For this purpose, the complainant has to be examined as a whole, but without examining the merits of the allegations. Neither a detailed inquiry nor a meticulous analysis of the material nor an assessment of the reliability or genuineness of the allegations in the complaint is warranted while examining prayer for quashing of a complaint.
(ii) A complaint may also be quashed where it is clear abuse of the process of the Court, as when the criminal proceeding is found to have been initiated with mala fides/malice or wreaking vengeance or to cause harm or where the allegations are absurd and inherently improbable.
(iii) The power to quash shall not, however, be used to stifle or scuttle a legitimate prosecution. The power should be used sparingly and with abundant caution.
(iv) The complaint is not required to verbatim reproduce the legal ingredients of the offence alleged. If the necessary factual foundation is laid in the complaint, merely on the ground that a few ingredients have not been stated in detail, the proceedings should not be quashed. Quashing of the complaint is warranted only where the complaint is so bereft of even the basic facts which are absolutely necessary for making out the offence.

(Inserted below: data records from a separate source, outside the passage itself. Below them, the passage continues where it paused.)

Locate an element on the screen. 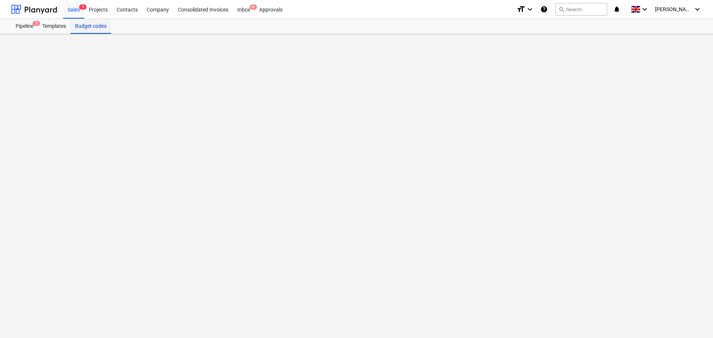  div: Chat Widget is located at coordinates (695, 321).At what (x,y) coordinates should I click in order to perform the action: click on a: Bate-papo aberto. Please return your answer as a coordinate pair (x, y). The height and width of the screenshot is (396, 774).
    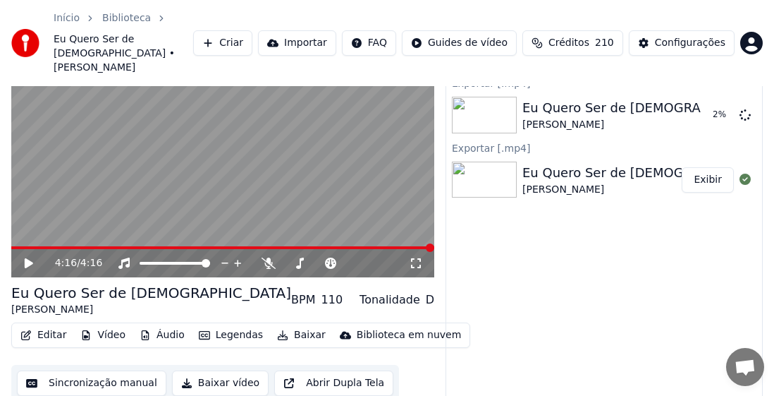
    Looking at the image, I should click on (745, 367).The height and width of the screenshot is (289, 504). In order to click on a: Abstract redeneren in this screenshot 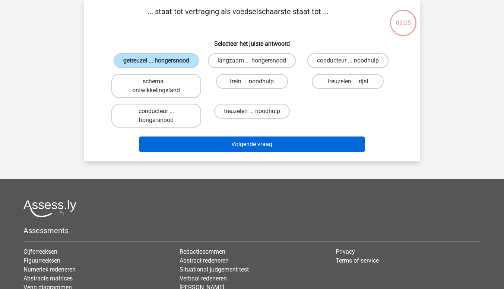, I will do `click(204, 261)`.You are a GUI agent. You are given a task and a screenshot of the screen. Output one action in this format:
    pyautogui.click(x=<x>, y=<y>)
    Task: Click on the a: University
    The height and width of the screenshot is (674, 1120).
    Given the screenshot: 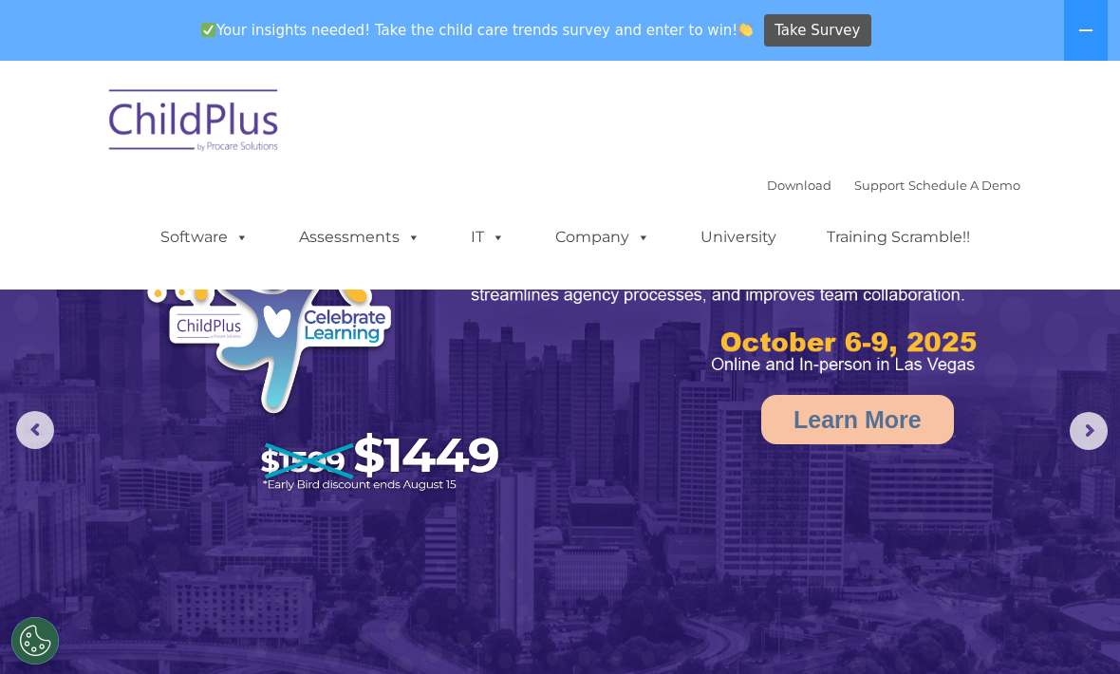 What is the action you would take?
    pyautogui.click(x=738, y=237)
    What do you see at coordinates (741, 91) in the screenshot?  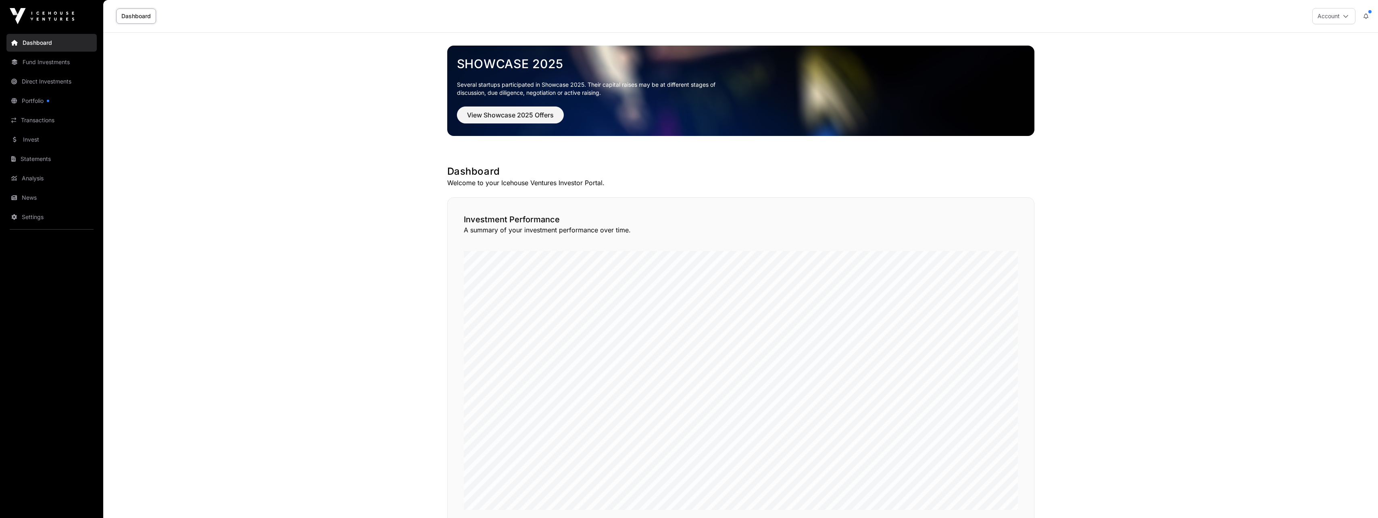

(v) A given set of facts may make out : (a) purely a civil wrong; or (b) purely a criminal offence; or (c) a civil wrong as also a criminal offence. A commercial transaction or a contractual dispute, apart from furnishing a cause of action for seeking remedy in civil law, may also involve a criminal offence. As the nature and scope of a civil proceeding are different from a criminal proceeding, the mere fact that the complaint relates to a commercial transaction or breach of contract, for which a civil remedy is available or has been availed of, is not by itself a ground to quash the criminal proceedings. The test is whether the allegations in the complaint disclose a criminal offence or not.
10. For making out a case under Section 420 of Indian Penal Code (I.P.C.) following three ingredients are necessary : (i) practice of deception by the offender ; (ii) on account of deception there must be fraudulent or dishonest inducement so as to make the person deceived to deliver any property or to do something or omit to do something etc; (iii) by reason of the delivery of the property or the doing of a thing or the omission to do a thing, there must be causing or likelihood of causing of damage or harm to the person deceived in body, mind reputation or property.
11. In the above backdrop, if the allegations made in the complaint are perused, particularly relating to paras 4 to 7, then it is clear that by way of pleadings the case under Section 420 read with Section 460 of the Indian Penal Code has been made out. The allegations contained in the complaint, taken on their face value, as stated, make out a case of cheating against the applicant as such powers under Section 482 of Criminal Procedure Code cannot be exercised in the facts and circumstances of this case to quash the proceedings initiated under the subject complaint. In the aforesaid view of the matter, no cause is made out to quash and set aside the proceedings initiated in Criminal Case No. 13/S/86.
12. In the result, application is, thus, rejected with no order as to costs.